A Dangerous Illegality

The Indian Express     13th July 2020     Save    

Context: Indian policing is in the dire need of policing reforms to curb the rising police misbehavior and common illegality.

Policing Misbehaviour and Common/Dangerous Illegality

  • Rise in custodial deaths: as NCRB reported 853 custodial deaths between 2010 to 2018 and NHRC reported 1,636 custodial deaths.
  • Administrative Inefficiencies:
    • Disobedience to the rule of law, statutes, laid down processes and SC guidelines: by police stations.
    • Procedural Smokescreens in the form of ambiguous encounter stories: i.e a runaway was killed in self-defence relates more to fiction than reality.
    • Refusal from registering complaints: attracts punishment but since hardly anyone has been punished, the remedial section lies stillborn.
  • Rise in crime rate: of 383.5 per 1,00,000 population in 2018.
  • Low Police to population ratio: of 158 police staff per 1,00,000 citizens.
    • It further contributes to low conviction rates and long imprisonment for poor and overcrowded jails.
  • Arbitrary and biased arrests/investigations
    • people with prior records and poor/powerless form a pool of easy pickings.
    • The speed of arrest and strength of investigations are selective and in favour of rich and powerful individuals.
  • Inadequate Checks and balances to police excesses: through internal disciplinary mechanisms, courts, SHRCs is more of theoretical nature.
    • Lower courts are constrained by capacity: 70% undertrials awaiting their day in court.
    • SHRC: understaffed and under-resourced. 
    • Andhra Pradesh SHRC: no chairperson nor members. 
    • Gujarat, Bihar, Chhattisgarh, Kerala and Tamil Nadu SHRCs: function with acting chairs 
    • Himachal Pradesh, Jharkhand, Manipur, Maharashtra and Rajasthan: have no members. 

Conclusion: Number and frequency of heinous crimes calls out for root and branch repair of the police and the many guardian agencies tasked with keeping them lawful.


▶ _TASK TO COMPLETE_:
Take from the listing each line that has the string "dumbbell".

▶ _SUPPLIED RECORDS_:
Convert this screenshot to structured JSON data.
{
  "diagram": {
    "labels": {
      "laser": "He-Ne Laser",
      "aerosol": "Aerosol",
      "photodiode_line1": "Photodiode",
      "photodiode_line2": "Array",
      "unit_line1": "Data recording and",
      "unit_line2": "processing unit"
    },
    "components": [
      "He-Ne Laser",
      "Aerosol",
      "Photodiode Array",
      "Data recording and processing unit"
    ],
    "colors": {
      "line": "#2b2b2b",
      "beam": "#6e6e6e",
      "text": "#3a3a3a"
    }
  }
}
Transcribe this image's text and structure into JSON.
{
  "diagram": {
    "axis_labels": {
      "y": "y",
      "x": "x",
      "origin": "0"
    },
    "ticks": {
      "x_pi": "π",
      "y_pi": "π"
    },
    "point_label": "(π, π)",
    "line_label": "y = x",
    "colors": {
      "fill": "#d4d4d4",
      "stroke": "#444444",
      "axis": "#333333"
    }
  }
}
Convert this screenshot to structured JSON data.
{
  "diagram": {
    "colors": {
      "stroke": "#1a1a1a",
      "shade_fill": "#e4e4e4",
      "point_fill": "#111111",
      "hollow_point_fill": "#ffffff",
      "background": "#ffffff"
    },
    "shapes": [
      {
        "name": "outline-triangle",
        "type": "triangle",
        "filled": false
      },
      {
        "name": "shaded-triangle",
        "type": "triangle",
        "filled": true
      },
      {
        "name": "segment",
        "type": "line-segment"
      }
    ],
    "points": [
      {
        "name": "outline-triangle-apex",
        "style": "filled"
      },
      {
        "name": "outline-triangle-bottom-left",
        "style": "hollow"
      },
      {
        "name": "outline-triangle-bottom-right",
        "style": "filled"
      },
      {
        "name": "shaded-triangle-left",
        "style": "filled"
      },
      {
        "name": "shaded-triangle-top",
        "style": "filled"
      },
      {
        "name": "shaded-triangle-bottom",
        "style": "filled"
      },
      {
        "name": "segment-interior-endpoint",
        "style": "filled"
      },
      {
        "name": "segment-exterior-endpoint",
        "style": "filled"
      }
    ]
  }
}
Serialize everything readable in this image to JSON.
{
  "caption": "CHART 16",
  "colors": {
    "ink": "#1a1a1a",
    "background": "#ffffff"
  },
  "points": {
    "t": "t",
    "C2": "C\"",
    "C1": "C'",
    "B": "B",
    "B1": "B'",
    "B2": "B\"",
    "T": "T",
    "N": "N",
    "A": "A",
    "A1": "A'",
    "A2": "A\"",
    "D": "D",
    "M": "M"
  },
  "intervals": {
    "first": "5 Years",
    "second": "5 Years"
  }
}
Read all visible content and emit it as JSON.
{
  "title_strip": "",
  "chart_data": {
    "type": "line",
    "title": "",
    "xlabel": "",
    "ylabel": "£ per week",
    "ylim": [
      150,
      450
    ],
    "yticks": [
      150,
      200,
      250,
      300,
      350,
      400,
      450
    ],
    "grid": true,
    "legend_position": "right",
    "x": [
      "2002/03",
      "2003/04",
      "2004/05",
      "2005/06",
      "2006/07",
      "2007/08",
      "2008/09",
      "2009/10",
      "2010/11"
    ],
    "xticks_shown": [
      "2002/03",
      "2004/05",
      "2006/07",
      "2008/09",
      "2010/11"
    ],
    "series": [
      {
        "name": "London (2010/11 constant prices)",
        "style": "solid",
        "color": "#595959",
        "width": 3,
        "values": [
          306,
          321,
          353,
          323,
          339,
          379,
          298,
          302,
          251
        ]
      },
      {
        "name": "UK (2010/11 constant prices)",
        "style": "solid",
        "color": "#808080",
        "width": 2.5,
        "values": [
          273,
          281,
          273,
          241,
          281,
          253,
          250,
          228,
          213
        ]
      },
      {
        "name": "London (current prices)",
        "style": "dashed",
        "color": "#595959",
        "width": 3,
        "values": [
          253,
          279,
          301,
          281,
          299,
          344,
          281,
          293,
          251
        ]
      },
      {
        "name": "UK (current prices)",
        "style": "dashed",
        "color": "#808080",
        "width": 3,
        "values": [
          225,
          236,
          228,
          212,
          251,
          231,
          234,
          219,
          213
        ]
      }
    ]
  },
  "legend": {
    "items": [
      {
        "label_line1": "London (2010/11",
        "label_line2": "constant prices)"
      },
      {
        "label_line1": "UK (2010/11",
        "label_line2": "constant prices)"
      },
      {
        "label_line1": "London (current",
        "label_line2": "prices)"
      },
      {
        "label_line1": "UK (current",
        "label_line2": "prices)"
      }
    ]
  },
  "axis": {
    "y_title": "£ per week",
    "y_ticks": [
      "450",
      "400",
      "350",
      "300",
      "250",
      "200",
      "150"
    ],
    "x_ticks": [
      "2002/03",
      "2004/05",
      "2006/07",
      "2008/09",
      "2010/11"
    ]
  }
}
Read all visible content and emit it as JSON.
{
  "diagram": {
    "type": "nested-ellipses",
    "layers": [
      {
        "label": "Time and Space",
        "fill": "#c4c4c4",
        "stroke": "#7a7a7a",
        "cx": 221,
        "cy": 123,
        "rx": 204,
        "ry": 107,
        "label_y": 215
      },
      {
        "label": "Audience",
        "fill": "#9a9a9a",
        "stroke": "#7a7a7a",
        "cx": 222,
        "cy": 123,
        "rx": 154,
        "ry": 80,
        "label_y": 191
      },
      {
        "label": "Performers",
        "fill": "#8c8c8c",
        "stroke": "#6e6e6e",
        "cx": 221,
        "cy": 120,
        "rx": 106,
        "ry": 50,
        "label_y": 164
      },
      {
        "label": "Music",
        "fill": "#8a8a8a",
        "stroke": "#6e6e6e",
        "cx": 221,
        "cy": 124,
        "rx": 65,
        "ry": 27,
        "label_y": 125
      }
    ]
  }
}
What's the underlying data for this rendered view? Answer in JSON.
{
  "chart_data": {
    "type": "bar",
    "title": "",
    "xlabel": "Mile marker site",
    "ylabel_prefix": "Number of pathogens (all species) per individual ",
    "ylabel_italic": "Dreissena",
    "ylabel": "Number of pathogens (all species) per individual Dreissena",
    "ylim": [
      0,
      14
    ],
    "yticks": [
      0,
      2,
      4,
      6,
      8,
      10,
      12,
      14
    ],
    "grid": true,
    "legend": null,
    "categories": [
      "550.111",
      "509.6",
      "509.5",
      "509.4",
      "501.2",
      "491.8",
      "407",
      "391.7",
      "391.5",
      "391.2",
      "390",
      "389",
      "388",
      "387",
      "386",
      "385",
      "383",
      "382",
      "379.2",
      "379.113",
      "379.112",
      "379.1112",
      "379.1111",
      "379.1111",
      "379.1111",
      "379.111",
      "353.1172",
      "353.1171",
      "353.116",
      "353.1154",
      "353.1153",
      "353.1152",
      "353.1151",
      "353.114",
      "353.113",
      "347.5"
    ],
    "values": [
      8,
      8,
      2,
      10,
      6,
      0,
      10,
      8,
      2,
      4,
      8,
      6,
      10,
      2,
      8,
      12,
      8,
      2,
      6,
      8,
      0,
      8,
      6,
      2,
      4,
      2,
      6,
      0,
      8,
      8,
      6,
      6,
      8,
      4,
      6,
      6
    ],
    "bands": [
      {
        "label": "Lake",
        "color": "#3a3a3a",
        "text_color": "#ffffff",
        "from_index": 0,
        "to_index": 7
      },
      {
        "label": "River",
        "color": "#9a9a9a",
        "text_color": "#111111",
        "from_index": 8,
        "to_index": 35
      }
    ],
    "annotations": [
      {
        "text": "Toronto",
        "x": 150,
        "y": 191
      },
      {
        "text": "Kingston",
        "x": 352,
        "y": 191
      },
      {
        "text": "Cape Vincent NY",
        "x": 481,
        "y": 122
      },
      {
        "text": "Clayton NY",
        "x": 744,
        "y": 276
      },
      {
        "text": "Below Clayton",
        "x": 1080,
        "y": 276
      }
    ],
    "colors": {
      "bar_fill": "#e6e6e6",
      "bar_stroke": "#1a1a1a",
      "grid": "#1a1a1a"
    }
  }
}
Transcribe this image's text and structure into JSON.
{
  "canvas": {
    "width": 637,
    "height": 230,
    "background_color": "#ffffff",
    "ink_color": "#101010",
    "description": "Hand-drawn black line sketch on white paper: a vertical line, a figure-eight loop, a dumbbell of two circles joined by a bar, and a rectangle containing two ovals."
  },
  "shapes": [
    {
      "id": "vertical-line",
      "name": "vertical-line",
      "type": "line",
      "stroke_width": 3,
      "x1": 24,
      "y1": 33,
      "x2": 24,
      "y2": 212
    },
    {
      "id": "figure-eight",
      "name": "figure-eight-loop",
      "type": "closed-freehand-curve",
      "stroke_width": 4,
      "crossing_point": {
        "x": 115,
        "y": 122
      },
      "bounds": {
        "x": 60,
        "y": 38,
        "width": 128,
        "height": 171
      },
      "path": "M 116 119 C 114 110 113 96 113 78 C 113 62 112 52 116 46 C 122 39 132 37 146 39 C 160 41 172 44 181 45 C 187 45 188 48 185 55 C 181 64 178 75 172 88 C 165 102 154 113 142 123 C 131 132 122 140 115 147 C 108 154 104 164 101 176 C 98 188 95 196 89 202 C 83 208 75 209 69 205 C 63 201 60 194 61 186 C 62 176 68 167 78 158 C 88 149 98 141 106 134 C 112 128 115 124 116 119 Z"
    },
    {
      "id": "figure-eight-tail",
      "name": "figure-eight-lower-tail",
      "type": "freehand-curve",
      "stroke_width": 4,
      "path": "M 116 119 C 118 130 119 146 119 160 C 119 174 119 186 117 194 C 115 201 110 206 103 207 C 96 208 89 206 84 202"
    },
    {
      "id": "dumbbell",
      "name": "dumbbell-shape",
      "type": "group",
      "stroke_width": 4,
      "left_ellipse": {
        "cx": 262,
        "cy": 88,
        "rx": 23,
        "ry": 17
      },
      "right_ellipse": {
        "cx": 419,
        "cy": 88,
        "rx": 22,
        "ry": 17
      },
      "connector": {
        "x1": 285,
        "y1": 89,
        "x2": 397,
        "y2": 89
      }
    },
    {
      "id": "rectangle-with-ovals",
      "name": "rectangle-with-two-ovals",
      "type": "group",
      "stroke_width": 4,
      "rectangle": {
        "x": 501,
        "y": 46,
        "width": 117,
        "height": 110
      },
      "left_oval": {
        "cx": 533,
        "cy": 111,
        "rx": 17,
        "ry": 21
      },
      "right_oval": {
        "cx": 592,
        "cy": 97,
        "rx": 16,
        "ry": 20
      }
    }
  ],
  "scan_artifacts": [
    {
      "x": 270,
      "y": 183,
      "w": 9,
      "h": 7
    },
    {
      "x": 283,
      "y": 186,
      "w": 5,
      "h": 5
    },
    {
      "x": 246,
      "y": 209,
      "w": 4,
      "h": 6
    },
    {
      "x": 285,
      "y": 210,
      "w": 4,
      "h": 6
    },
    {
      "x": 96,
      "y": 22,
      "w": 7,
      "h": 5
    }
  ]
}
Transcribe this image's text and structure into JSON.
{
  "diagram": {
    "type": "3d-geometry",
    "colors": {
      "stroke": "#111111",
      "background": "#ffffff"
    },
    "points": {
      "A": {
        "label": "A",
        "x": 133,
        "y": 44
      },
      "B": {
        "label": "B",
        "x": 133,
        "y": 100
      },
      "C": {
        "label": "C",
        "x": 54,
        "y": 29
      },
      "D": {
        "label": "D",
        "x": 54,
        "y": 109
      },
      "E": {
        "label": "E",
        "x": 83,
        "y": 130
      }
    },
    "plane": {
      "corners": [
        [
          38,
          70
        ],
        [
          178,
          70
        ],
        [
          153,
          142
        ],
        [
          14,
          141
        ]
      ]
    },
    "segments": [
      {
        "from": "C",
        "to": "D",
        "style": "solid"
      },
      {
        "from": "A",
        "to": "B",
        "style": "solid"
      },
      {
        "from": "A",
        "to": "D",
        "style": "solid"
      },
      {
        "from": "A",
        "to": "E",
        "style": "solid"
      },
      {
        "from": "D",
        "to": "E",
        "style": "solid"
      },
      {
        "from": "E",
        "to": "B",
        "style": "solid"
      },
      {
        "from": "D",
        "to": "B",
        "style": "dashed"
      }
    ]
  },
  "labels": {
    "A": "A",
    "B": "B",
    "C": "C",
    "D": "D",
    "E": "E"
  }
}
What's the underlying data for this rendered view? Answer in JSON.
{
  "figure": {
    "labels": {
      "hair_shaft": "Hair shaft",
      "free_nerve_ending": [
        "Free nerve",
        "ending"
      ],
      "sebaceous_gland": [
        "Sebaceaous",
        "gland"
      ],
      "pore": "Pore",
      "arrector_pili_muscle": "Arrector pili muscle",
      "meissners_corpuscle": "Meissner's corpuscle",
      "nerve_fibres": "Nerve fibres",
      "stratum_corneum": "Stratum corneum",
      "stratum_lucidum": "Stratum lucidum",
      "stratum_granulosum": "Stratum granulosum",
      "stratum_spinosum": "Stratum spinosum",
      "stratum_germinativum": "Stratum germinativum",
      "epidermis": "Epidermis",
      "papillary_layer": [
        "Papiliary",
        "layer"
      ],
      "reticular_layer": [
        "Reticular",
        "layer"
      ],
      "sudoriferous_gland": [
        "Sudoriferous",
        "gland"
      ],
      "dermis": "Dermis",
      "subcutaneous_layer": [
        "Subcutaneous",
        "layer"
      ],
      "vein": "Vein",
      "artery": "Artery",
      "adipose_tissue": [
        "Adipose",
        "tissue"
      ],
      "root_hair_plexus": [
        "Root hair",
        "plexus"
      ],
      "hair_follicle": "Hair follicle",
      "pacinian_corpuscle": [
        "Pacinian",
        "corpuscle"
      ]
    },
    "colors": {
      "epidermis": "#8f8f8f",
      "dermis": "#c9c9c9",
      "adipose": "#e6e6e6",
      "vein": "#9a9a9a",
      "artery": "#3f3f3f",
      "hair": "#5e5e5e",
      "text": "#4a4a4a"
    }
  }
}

▶ _REPLY TO THE EXERCISE_:
    "description": "Hand-drawn black line sketch on white paper: a vertical line, a figure-eight loop, a dumbbell of two circles joined by a bar, and a rectangle containing two ovals."
      "id": "dumbbell",
      "name": "dumbbell-shape",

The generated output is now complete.